Syndicate – Bullfrog’s Old 16-bit Masterpiece Gets a Makeover

The Guardian have pimped a great preview of a remake of Bullfrog’s old game Syndicate. I actually played the original against Peter Molyneux at Bullfrog’s offices prior to the game’s original release and loved the multiplayer mode which was an awesome LAN gaming experience.
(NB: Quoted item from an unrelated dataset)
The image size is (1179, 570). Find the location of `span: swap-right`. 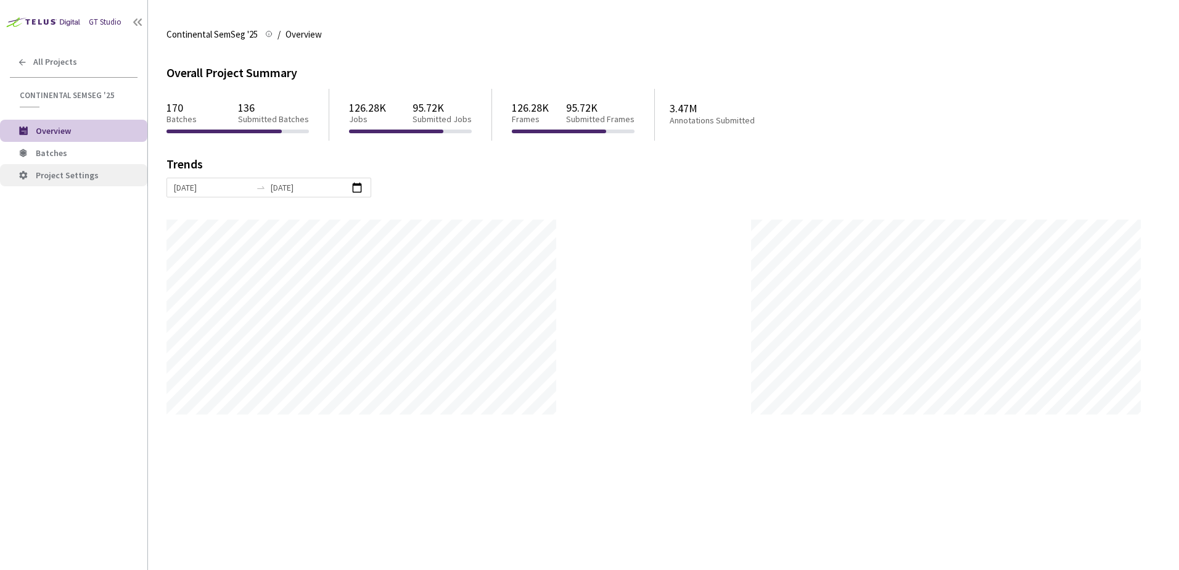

Game on: Syndicate – previewGamers with the urge to fire guns in an apocalyptic or dystopian future aren’t exactly short of options. They can, to name just a few big franchises: bust caps in the irradiated asses of Fallout’s post-nuclear ghouls; tear Mass Effect’s space-faring mercenaries new ones; pump Deus Ex’s digitally-enhanced terrorists full of cyber-lead and mow down weird insect-zombie-aliens in Gears of War. Clearly, shooters-in-nightmare-futures aren’t exactly in short supply. So launching a newcomer in a marketplace this crowded is a very bold move indeed. Lucky for Syndicate (PS3/Xbox 360/PC) that it’s not a newcomer then. In fact it’s older than any of the above. It’s 19 years since developers Bullfrog released the original Syndicate for home computers on the MS-DOS operating system (essentially Windows before the windows) and 16 years since sequel Syndicate Wars for MS-DOS and the original Playstation, the last instalment in the franchise until now. The originals were, like much of Bullfrog’s output, classics – bold, innovative games full of very cool, very new ideas. In the original Syndicate – as in the reboot – the player takes on the role of a microchip-enhanced super-agent working for one of the many shady corporations doing battle for world domination. In this dark tomorrow every man, woman and child has had a computer chip (and clunky metaphor for consumerism) implanted in their brain by their parent corporation. As your syndicate’s dirty enforcer you have the power to hack in to these chips, mess around and, if the situation demands it, blow the chip and the brain around it to smithereens. Making your messy way through missions with a team of up to four agents you bribe, blackmail, kidnap and brain-explode your way to full-scale corporate global dominance. In essence, it is a mafia game re-imagined by a drunk, psychotic William Gibson. Now, having been badgered out of retirement by a new developer like a cyberpunk Paul Scholes, the franchise has undergone a radical makeover.